The Simple Immune Support You’re Probably Ignoring
A very unsexy love letter to nasal breathing
Last week I watched someone in the Target checkout area sneeze directly into the open air like it was a personal offering to the store.
No elbow, no sleeve, no closed fist near the mouth. No shame! Just vibes… and surely some droplets.
Cue the collective inhale of panic – and along with it, a whole lot of mouth breathing.
January does that. Everyone’s either sick, recovering, or silently negotiating with the universe about when it’ll be their turn (please, no, not me, not now!). We stock up on supplements, side-eye every cough, and brace ourselves.
But in all that preparation, we skip one of the simplest, most effective lines of defense we have. You know, the one that’s been on your face the whole time.
Cold and Flu Season May Suck, But There’s a Reason It Happens
Regardless of what the sky is doing, winter illness season is a perfect storm. It’s a melange of cold outdoor air, dry indoor heat, short daylight hours, long to-do lists now that life is back in session, and the pressure to make the shiny new year feeling last.
And when your system is tired or overloaded, the body does what it always does under pressure: it defaults to efficiency over elegance. Fast breathing. Shallow breathing. And often mouth breathing.

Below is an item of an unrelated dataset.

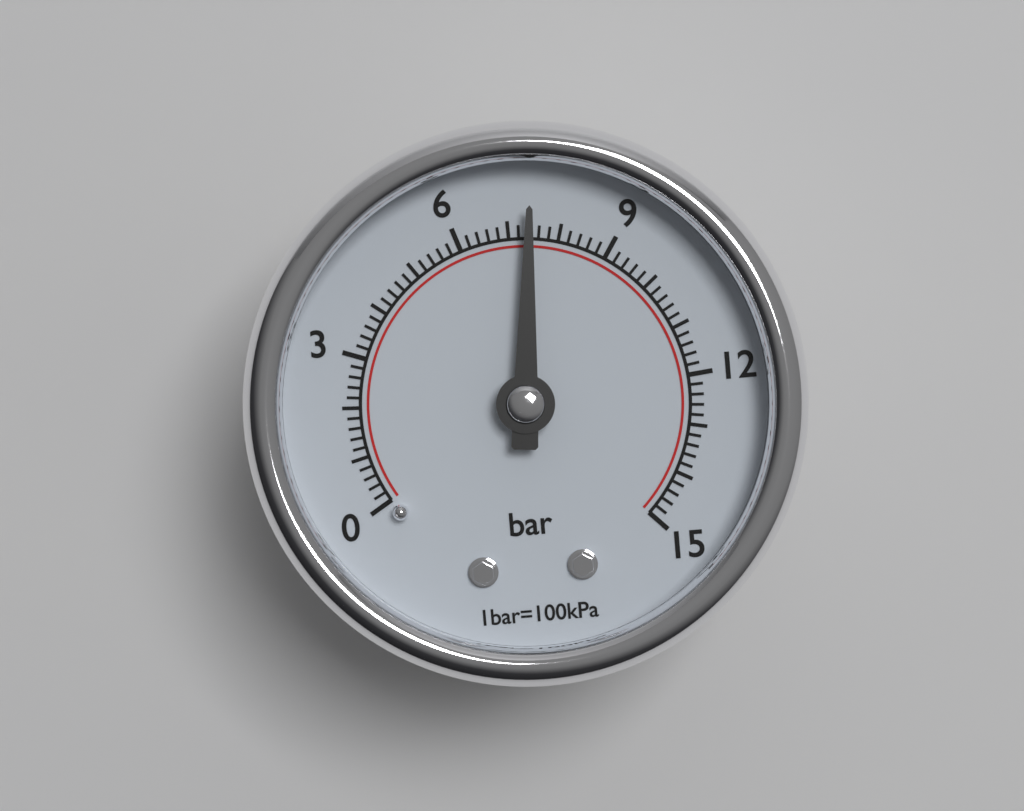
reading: 7.4 bar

Stress nudges us into survival mode, where the mouth feels quicker and easier than the nose. The problem is that when everyone around you is spewing germs, that shortcut works against you.
Your Nose is Doing You a Favor (or a Few)
First: filtration. Your nasal passages are lined with tiny hairs and sticky mucous membranes that trap dust, pathogens, and other airborne freeloaders before they get anywhere near your lungs.
Doesn’t that sound delightful? Well, mouth breathing skips that entire checkpoint. It’s like waving everyone through security because one person is late for their flight.
Second: temperature and humidity control. The nose warms and humidifies incoming air so your lungs don’t have to deal with cold, dry shock. Dry air irritates the respiratory tract, which makes it easier for viruses to get comfortable there. Warm, moist air keeps those tissues happier – not to mention better protected.
And then there’s the overachiever feature: nitric oxide. Your nasal passages produce this gas which helps dilate blood vessels, improve oxygen uptake, and (winter bonus!) has antimicrobial properties.
When you breathe through your nose, that nitric oxide gets carried straight into the lungs. But mouth breathing bypasses the whole system. Which means no nitric oxide delivery and no extra protection.
This isn’t mystical. It’s plumbing. So why do so many people keep defaulting to mouth breathing?
Because it’s easier!
Remember that whole “survival mode” thing I mentioned earlier. Stress, fatigue, and distraction pull us out of body awareness. When your nervous system is running hot, your breathing speeds up and sneaks into the chest and mouth.
Add in poor sleep or congestion, and nasal breathing starts to feel like an inconvenience instead of a baseline.
The irony is that the very moments when nasal breathing feels hardest are the moments when it’s most supportive. (Barring those instances, of course, when you literally cannot nose breathe due to illness, sleep apnea, or structural issues.)
The good news is that most people don’t need a whole new immune protocol. They just need reminders and gentle cues and better habits to help deflect germs. Slowing the breath down and bringing it back where it belongs can definitely help.
A Slightly Weird, Fully Accurate Perspective
I don’t think of nasal breathing as a technique for transformation to something new. I think of it as a return.
A reset to how the body is designed to take in the world: intelligently, and a little cautiously. With built-in protection.
During the day, that might look like noticing when your mouth is hanging open while you answer emails. Closing it. Letting the inhale travel in through the nose. Sending it deeper comfortably, without force. And then back out the same way.
At night, it might mean paying attention to how you fall asleep. Mouth breathing often starts before you’re unconscious. A few minutes of calm, nasal breathing while lying in bed can set the tone for the hours that follow.
No heroics. No breath holds. No fixing anything. Just choosing the front door instead of the side entrance.
Because if everyone around you is sick right now – or even if it just feels that way – you may as well stack the smallest, most supportive habits in your favor.
Try This Tonight:
As you’re getting ready for bed, place one hand on your chest and one on your belly. Breathe in through your nose as if you’re fogging a mirror: slow, warm, quiet. Let the exhale fall out through your nose too. Do that for a minute or two. That’s it. You’ve reminded your nervous system what “safe” feels like.
Your nose doesn’t need you to believe in it. It just needs access.
Last Gasp
Cknd: Am I the only one that finds it weird that I can transfer data from my brain to someone else’s by opening my mouth and pushing air with vibrations in their direction.